Summary: After thinking about it for a few days, I have come to a conclusion about what I felt was wrong with the recent Doctor Who Episode: "The Victory of the Daleks". Ironically, I think it was a matter of timing.
Summary: After thinking about it for a few days, I have come to a conclusion about what I felt was wrong with the recent Doctor Who Episode: "The Victory of the Daleks". Ironically, I think it was a matter of timing.
I had nothing but good things to say about "The Eleventh Hour": the opening episode for the Eleventh Doctor. Though I did not right up a review of the second episode—"The Beast Below"—I was less thrilled with it overall, but understanding Moffat's plan to give a little of a fresh start lead-in for new watchers, I was ok with it. The ending ended up being something of a trap, a narrative device to show all horrible things are not that horrible, that all non-horrible things are not all that non-horrible, and that hot red-headed women actually have more merits than pretty eyes. The ending was more lovey-dovey and cute than reasonable, but it kind of worked as far as re-introducing the two primary facts of the Doctor: he is this big sweet-heart is who also a member of an arrogant, occasionally violent (on the scale of destroying star-systems) race. The ostensibly last member, though plot twists are the thing of screenwriters. However, the drop in quality I perceived from the first episode to the second was again carried over from the second to the third. Hmm.
Without going into great big details on the episode, I will try and sum it up. The Doctor is called by Winston Churchill (some sort of bat-phone, apparently) to come investigate something called "the iron-sides". Which are Daleks dressed up in green with a little British flag on their forehead. As far as Dalek designs go, I dig it, actually. I would be ok if someone, anyone, was to track down that toy to add to my Dalek collection. Back to the ep... They meet an engineer named Blakewell who "created" these Daleks, and the next twenty minutes is basically the Doctor shouting "But, their Daleks!" and everyone, including someone who should have been around for "The Journey's End" storyline having no idea what this means. The final twenty minutes is the explanation of what they are up to, and the Doctor not so much running around and standing and listening, and stuff happens. While one obvious problem is the derivativeness of the episode, the bigger problem is something that is almost intangible. It does not fit together. Oh, it fits together enough to work as episode, and the ending works to sort of free the Daleks from the pit that was dug for them over the Russel T. Davies years; but the overall flavor just does not congeal. After thinking about it for a couple of days, it occurred to me that there simply was not enough time.

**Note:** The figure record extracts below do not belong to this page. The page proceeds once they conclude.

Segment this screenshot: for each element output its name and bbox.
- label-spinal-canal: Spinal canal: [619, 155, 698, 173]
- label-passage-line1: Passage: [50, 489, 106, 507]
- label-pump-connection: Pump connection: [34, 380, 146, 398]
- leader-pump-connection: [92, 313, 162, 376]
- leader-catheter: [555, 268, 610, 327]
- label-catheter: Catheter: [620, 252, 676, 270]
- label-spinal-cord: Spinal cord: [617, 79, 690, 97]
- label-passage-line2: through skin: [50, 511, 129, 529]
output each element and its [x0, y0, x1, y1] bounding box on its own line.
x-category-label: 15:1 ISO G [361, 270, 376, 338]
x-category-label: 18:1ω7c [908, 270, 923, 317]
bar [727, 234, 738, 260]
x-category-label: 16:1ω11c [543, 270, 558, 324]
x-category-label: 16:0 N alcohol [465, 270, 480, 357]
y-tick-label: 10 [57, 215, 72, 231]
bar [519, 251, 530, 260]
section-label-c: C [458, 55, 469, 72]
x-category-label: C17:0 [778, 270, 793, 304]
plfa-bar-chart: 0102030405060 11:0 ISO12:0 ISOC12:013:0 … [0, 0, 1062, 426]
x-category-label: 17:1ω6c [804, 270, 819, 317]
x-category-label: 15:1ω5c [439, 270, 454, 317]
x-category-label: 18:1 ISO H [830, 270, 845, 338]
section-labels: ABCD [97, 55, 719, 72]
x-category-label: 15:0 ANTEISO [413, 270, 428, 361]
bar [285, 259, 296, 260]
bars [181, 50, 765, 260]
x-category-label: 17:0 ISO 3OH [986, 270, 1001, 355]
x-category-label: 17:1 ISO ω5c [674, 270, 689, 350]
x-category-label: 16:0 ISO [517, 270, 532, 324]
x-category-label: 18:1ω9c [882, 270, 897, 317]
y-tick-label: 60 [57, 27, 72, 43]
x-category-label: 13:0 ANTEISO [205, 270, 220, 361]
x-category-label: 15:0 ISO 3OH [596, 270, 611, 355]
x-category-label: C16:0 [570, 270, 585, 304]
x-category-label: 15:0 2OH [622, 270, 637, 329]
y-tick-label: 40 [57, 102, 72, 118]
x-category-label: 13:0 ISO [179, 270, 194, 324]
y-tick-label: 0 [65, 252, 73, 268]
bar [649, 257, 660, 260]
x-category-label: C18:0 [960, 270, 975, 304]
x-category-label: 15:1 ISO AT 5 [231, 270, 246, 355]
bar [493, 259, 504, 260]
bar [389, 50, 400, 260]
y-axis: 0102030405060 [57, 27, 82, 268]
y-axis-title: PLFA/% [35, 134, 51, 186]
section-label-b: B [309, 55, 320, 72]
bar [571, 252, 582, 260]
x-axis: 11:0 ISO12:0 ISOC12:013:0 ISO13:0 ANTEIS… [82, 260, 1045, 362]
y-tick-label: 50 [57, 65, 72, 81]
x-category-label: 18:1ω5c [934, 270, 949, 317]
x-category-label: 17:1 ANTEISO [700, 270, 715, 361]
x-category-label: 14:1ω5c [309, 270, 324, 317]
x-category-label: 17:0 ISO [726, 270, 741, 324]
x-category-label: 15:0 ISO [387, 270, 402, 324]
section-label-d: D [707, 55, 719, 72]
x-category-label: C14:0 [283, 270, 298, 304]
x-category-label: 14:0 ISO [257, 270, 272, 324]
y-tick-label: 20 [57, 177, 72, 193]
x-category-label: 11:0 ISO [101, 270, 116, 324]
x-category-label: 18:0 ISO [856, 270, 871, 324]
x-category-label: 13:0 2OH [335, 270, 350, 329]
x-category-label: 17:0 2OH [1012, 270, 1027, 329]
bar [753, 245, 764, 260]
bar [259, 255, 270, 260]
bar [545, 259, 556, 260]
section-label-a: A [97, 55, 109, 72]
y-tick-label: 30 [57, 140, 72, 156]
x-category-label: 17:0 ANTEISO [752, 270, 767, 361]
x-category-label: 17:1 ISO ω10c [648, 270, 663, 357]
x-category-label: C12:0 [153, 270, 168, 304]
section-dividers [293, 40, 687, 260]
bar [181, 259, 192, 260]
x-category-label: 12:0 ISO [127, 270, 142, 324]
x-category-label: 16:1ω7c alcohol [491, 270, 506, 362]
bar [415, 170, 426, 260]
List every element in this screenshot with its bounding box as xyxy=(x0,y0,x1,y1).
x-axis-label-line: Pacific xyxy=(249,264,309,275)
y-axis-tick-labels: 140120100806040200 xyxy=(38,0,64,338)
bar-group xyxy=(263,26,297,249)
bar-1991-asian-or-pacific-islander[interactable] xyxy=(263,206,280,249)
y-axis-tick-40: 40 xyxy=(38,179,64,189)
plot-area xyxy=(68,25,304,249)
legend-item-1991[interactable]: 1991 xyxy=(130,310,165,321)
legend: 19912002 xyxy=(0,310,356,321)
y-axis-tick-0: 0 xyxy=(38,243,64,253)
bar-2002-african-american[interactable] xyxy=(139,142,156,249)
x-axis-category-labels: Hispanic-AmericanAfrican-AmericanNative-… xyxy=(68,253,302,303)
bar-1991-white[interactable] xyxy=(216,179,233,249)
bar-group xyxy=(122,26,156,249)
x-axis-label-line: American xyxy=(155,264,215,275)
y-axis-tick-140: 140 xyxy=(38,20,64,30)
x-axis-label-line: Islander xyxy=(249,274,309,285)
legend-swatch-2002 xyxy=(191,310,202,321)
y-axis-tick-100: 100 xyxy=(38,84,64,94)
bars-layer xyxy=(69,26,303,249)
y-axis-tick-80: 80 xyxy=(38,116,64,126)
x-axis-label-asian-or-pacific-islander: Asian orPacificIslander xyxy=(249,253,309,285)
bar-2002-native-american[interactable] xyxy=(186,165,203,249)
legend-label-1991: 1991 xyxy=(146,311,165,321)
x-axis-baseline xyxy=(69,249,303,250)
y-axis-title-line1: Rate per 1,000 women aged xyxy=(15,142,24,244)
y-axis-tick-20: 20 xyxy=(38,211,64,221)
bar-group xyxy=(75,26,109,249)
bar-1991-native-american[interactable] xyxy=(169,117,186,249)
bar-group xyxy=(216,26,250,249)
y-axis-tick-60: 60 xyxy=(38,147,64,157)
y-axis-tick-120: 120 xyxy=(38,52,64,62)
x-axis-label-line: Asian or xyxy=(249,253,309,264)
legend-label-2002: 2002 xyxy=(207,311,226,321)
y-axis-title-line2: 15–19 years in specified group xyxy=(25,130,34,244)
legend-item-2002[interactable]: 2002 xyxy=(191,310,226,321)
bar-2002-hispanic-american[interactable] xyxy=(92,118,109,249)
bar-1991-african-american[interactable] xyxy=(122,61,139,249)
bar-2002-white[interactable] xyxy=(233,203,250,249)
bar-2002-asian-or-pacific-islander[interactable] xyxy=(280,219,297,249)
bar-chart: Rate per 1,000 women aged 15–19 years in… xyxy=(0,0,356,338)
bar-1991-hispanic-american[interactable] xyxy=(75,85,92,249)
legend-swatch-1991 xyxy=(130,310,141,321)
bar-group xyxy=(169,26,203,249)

Exposing that there is a master plan only takes about eight minutes after the Daleks come on screen, and it is explained something like five or six minutes later. Of the forty-two minutes of the episode, what could be thought of acts one through four are done before the half way point. The fifth act, the "come back" act, is stretched out for the remaining twenty-four minutes. Not unexpectedly, it sort of has its own act structure with yet-another-challenge being posited, requiring a hasty response: the Spitfires in space you see in the trailer. It should be known, though, that as cool as that scene is, it is left no time to breathe or to even make a whole lot of sense in the amount given it in the show. Had this been a two-parter, that could have been hours or days later. I think the time frame mentioned in the show put it as something under an hour. Even in a universe with an alien in a time-travelling box, that feels a bit ludicrous. Then we get to the final scenes, the "What will the Doctor Choose!?" moments and we are left with about seventy-five percent of a certain character's development occurring in a single scene. Again, with a two parter, that character could have been exposed in a half-dozen scenes and the end could have been a careful calling out to it.
We are left with two more stepping-stones into the Moffat Masterplan (what's up with Amy's memory, and the new Daleks, the first real redesign since, what, the 70s, excepting the hover-abilities first demonstrated in "Remembrance of the Daleks"?) but an otherwise unfulfilling episode. Matt Smith continues to be the highlight, combining past elements of the Doctor in interesting ways (Second era eccentricity gives way to a Sixth era emotional response and even to a Fourth era play on words). Karen Gillan is still a contender to be a worthy companion, but mostly the writers are repeating a mixture of Martha and Rose. If Amy Pond is going to do anything, she needs a script that calls for more than random facial expressions and hinting at how much she loves the Doctor. I enjoyed Ian McNiece's teddy-bear version of Churchill, though without enough time to really look at the fellow, we are left with a flattened image. The same of Bill Paterson's Bracewell.
Part of me will continue to assume that this was a two-parter and I just watched the synopsis. It helps it to make more sense. Without that, though, the best rating I can give it is a Fair (+0.3). The fifth season, as a whole, still warrants a Good (+1.3). Now that River Song and the Weeping Angels are coming back, I'm curious to see how that is played out.